Waste recycling business wins stay in battle with council over appropriate forum to resolve EcoPark dispute

Suez Recycling and Recovery Surrey has won a stay of proceedings in a dispute with Surrey County Council over the provision of waste infrastructure.

Alexander Nissen QC, sitting as a judge of the High Court, was asked by Suez for a stay of proceedings under s.9 Arbitration Act 1996.

He said in Surrey County Council v Suez Recyling And Recovery Surrey Ltd [2021] EWHC 2015 (TCC): “This is one of those cases where the parties have entered into a number of contracts and it is necessary to determine what they ultimately agreed should be the appropriate forum for dispute resolution.”

The two sides originally entered into a contract to build an incinerator but planning difficulties later meant this was abandoned and changed to provision of a gasification process at what became known as the EcoPark.

This was an existing waste facility which was to be upgraded to have a recycling centre, a new refuse bulking facility, an anaerobic digester and an energy-from-waste (EfW) plant.

Surrey and Suez eventually fell into dispute over what the council said had been considerable delay in the construction and commissioning of the new facilities at the EcoPark.

It said the independent certifier appointed had not issued an acceptance certificate for either the anaerobic digester or the EfW plant although the longstop date had long since passed.

Suez challenged this and said it was due an extension of time and that the facilities had only to pass minimum performance tests - rather than the more stringent reliability tests - to obtain the acceptance certificate.

Mr Nissen said: “I have come to the clear conclusion that the parties in this case intended the dispute resolution provisions of the [original] Waste Disposal Project Agreement to remain applicable for their substantive disputes arising in respect of the construction of the EcoPark.”

Surrey had argued that different arbitration arrangements applied under the three later contracts related to the project.

He said: “The dividing line which I have identified, whereby all substantive disputes about the construction and operation of the EcoPark are subject to arbitration under the WDPA, is far more satisfactory and in accordance with the expectation of commercial businessmen than one which divides the fora for dispute resolution between the construction of the EcoPark on the one hand and its operation on the other.

“That distinction lacks reality where both construction and operation are provided for in [one contract] and, once constructed, the EcoPark is to form part of the entire provision for services under the WDPA.”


• [The task] Write only how many lines in this data include "Pressure".

• [Data supplied]
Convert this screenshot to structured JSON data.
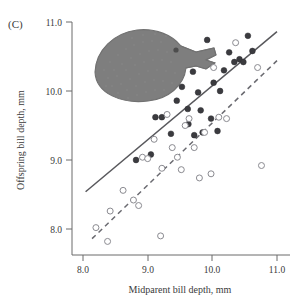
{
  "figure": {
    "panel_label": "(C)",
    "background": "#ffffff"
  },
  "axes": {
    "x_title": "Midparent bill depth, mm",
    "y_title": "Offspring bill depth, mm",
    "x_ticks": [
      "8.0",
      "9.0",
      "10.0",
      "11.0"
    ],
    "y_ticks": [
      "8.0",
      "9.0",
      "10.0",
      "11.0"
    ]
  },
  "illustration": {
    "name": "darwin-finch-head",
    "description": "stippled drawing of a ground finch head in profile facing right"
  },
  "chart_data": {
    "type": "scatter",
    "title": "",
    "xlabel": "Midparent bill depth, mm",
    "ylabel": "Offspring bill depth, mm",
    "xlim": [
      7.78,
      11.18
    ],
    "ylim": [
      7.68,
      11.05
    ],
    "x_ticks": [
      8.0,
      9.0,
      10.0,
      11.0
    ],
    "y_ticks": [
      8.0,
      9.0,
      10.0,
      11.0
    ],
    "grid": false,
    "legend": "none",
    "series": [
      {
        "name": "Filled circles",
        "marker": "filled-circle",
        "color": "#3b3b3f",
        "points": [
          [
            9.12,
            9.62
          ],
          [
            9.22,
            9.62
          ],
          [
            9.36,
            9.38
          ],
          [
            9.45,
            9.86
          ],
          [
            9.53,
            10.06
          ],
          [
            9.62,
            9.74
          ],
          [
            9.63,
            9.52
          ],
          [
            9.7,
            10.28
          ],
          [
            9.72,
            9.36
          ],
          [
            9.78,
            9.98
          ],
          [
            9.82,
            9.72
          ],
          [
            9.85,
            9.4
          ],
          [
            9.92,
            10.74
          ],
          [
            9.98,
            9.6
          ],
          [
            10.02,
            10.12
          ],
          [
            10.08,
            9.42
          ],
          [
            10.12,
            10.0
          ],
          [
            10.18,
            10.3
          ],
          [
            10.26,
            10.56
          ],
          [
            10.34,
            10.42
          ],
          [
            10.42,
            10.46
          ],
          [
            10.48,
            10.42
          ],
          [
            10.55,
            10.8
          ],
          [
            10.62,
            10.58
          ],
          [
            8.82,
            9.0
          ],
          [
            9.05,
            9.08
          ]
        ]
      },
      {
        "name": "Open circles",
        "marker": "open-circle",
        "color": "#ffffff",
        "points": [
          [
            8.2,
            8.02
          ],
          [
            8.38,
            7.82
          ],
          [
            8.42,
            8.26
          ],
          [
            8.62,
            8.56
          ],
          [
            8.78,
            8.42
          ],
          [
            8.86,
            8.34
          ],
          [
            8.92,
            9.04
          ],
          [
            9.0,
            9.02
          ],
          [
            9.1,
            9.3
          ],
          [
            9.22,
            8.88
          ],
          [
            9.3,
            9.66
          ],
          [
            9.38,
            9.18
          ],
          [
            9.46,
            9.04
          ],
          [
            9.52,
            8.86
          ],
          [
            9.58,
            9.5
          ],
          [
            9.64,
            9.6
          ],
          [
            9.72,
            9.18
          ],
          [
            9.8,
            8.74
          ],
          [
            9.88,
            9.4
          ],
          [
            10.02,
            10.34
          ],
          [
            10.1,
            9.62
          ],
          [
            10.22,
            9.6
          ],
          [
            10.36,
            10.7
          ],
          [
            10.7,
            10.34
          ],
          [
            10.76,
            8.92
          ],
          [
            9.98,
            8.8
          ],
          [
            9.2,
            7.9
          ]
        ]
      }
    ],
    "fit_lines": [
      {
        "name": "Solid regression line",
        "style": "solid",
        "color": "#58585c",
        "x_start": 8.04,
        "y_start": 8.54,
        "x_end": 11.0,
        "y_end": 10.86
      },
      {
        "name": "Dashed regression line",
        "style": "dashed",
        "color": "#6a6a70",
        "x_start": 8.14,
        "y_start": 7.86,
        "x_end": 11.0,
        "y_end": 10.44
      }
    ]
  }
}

* * *

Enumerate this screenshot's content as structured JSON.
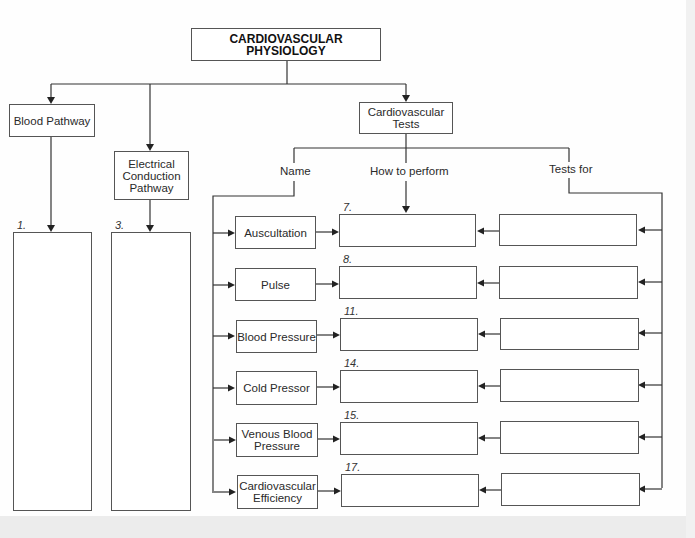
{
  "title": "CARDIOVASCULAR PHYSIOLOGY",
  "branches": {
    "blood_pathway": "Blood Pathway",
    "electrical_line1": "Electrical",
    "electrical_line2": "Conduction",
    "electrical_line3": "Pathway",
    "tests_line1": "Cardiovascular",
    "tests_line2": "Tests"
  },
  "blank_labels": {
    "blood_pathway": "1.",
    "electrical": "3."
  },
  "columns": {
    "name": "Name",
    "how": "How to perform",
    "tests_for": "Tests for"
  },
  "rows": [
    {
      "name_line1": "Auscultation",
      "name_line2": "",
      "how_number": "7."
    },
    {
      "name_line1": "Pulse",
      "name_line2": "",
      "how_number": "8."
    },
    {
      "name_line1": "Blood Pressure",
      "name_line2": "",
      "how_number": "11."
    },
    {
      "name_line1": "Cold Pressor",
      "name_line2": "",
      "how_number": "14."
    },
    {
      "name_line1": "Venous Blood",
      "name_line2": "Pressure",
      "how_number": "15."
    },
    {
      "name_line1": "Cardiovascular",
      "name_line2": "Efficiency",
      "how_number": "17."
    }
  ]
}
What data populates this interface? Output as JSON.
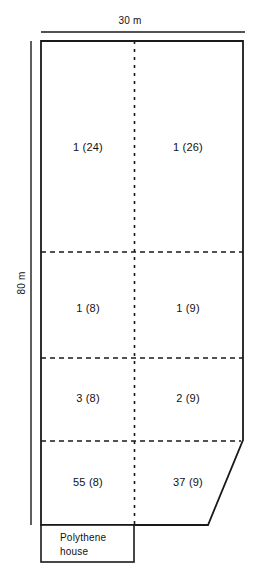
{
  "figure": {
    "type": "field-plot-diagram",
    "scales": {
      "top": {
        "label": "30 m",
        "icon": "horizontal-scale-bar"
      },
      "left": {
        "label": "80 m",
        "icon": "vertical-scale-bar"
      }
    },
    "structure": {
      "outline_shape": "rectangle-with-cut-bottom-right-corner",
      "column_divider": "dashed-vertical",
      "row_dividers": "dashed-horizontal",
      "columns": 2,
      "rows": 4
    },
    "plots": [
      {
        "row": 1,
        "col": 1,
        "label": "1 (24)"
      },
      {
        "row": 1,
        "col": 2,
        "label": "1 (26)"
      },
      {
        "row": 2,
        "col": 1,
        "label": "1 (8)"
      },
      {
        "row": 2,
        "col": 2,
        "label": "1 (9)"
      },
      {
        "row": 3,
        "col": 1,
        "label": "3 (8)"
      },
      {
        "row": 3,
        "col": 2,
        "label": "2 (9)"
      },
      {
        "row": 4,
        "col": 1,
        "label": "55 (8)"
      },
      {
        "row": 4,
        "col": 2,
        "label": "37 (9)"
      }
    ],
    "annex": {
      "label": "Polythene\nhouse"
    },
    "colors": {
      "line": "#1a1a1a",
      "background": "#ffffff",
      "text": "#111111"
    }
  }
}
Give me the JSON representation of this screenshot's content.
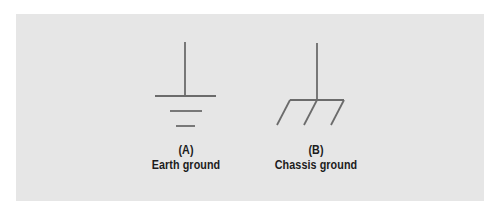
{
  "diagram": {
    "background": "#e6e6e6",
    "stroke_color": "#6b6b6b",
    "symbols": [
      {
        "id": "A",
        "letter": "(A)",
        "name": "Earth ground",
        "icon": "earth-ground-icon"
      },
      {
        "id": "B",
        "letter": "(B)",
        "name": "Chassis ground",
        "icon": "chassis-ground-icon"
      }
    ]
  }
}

• [Problem solution] 2